Monday, 8 November 2010

Killing Time

I'm not quite sure if I was killing time, wasting time, filling time, making time for, passing the time or keeping time but in the spare couple of hours before I had to be at a party in central London on Saturday evening I spent time watching Christian Marclay's video installation at White Cube: Mason's Yard - The Clock.

It's amazing - completely absorbing in a strangely mesmerising way. Created like a sort of video patchwork quilt made using edited cuts from mainstream classic films where clock faces appear, or during which times are mentioned, each sliver from the various films are sewn together to create a 24hour film which exactly follows the time kept by the viewers as they watch it. You're watching at 10am, it's 10am in the film, then 10.01 - each minute is marked by references to the time in various films.

During the early evening when I was there, (4.30 to 6pm) there were lots of catching of trains, clocking out of work, countdowns to explosions, fleeting meetings before hurried departures, eyes watching the clock and willing it to hurry up, appointments made and missed, tea time dates, children eating their supper, people heading out for the evening, radio broadcasts... i'd imagine at different times you'd have people doing very different things - in the morning they'd be waking up, at the dead of night there'd be zombies trudging about or people tossing and turning in bed.

It's a weird experience because there's no continual narrative thread; an episode from Psycho is followed by one from Pride and Prejudice. There's screaming, there's bombs, there's a civilised tea. Yet it works, becuase you're drawn into a world consumed by time, just as you are consumed by it in your own time because you're watching the minutes pass so very consciously. every minute us searingly significant. and that's the story, taking you into time, into every minute, in multiple directions and making you think about each second and rolling its significance around in your head just in the time it takes the scene, visual flash or comment to play out, because you can't possibly take everything on board.

Overwhelming, exhilarating, thrilling, confusing, fascinating, funny, weird and thought-provoking.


- [About this task] Nothing but the lines holding the string "each" should appear in the answer. Copy them from the entries.

- [Material for this exercise]

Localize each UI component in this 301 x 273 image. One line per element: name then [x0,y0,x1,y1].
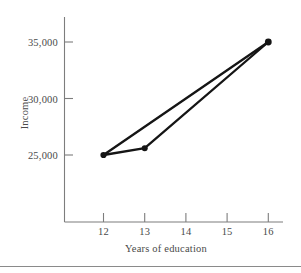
x-axis-title: Years of education [125,243,207,254]
data-point-marker [100,152,106,158]
page-divider-rule [0,266,301,267]
x-tick-label-13: 13 [139,226,150,237]
x-tick-label-15: 15 [222,226,233,237]
x-tick-label-16: 16 [263,226,274,237]
x-tick-label-14: 14 [180,226,191,237]
chart-figure: 35,000 30,000 25,000 12 13 14 15 16 Year… [0,0,301,273]
y-tick-label-25000: 25,000 [14,150,58,161]
x-tick-label-12: 12 [98,226,109,237]
series-linear-line [104,42,269,155]
data-point-marker [265,39,272,46]
y-axis-title: Income [19,97,30,130]
data-point-marker [142,145,148,151]
y-tick-label-35000: 35,000 [14,37,58,48]
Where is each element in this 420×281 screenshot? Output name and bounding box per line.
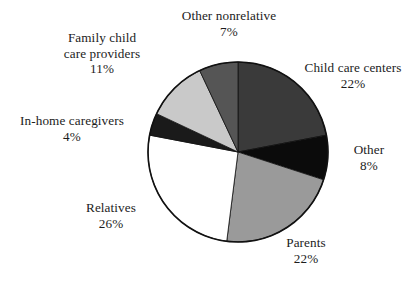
pie-label-relatives-value: 26% bbox=[62, 216, 160, 232]
pie-label-family-child-care-providers: Family child care providers 11% bbox=[44, 30, 160, 77]
pie-label-child-care-centers-name: Child care centers bbox=[288, 60, 418, 76]
pie-label-other-nonrelative: Other nonrelative 7% bbox=[163, 8, 295, 39]
pie-label-other-name: Other bbox=[336, 142, 402, 158]
pie-chart-figure: Other nonrelative 7% Child care centers … bbox=[0, 0, 420, 281]
pie-label-family-child-care-providers-name-line2: care providers bbox=[44, 46, 160, 62]
pie-slice bbox=[148, 135, 238, 241]
pie-label-parents-name: Parents bbox=[260, 235, 352, 251]
pie-label-other-nonrelative-name: Other nonrelative bbox=[163, 8, 295, 24]
pie-label-relatives-name: Relatives bbox=[62, 200, 160, 216]
pie-label-in-home-caregivers-value: 4% bbox=[2, 129, 142, 145]
pie-label-other: Other 8% bbox=[336, 142, 402, 173]
pie-label-in-home-caregivers: In-home caregivers 4% bbox=[2, 113, 142, 144]
pie-label-other-value: 8% bbox=[336, 158, 402, 174]
pie-label-child-care-centers: Child care centers 22% bbox=[288, 60, 418, 91]
pie-label-in-home-caregivers-name: In-home caregivers bbox=[2, 113, 142, 129]
pie-label-parents-value: 22% bbox=[260, 251, 352, 267]
pie-label-relatives: Relatives 26% bbox=[62, 200, 160, 231]
pie-label-other-nonrelative-value: 7% bbox=[163, 24, 295, 40]
pie-label-child-care-centers-value: 22% bbox=[288, 76, 418, 92]
pie-label-family-child-care-providers-value: 11% bbox=[44, 61, 160, 77]
pie-label-parents: Parents 22% bbox=[260, 235, 352, 266]
pie-label-family-child-care-providers-name-line1: Family child bbox=[44, 30, 160, 46]
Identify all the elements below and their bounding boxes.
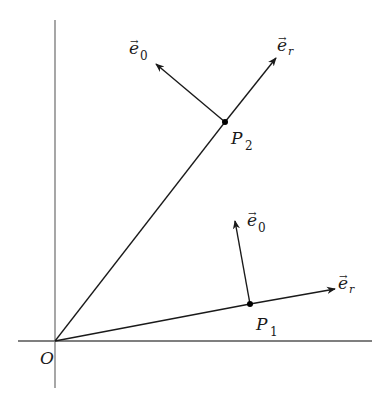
e0-label-main: e	[247, 210, 257, 230]
p2-e0-vector	[156, 64, 225, 122]
radial-line-p1	[55, 304, 250, 341]
p2-er-label: → e r	[277, 33, 294, 58]
origin-label: O	[40, 348, 54, 368]
e0-label-main: e	[129, 38, 139, 58]
diagram-canvas: O P 2 P 1 → e r → e 0 → e r → e 0	[0, 0, 389, 405]
p1-label: P	[255, 314, 268, 334]
radial-line-p2	[55, 122, 225, 341]
e0-label-subscript: 0	[258, 221, 266, 235]
polar-unit-vector-diagram: O P 2 P 1 → e r → e 0 → e r → e 0	[0, 0, 389, 405]
point-p1	[247, 301, 253, 307]
p2-label: P	[230, 128, 243, 148]
p1-er-label: → e r	[338, 271, 355, 296]
e0-label-subscript: 0	[140, 49, 148, 63]
p2-er-vector	[225, 58, 276, 122]
er-label-main: e	[277, 35, 287, 55]
p1-e0-label: → e 0	[247, 208, 266, 235]
p2-label-subscript: 2	[245, 139, 253, 153]
er-label-subscript: r	[349, 283, 355, 296]
p2-e0-label: → e 0	[129, 36, 148, 63]
er-label-main: e	[338, 273, 348, 293]
p1-label-subscript: 1	[270, 325, 278, 339]
p1-er-vector	[250, 289, 335, 304]
p1-e0-vector	[235, 221, 250, 304]
er-label-subscript: r	[288, 45, 294, 58]
point-p2	[222, 119, 228, 125]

- [Exercise output]
Localize each UI component in this 301 x 273 image. One line per element: name then [x0,y0,x1,y1].
Where is each element in this 420×281 screenshot? Output name and bounding box per line.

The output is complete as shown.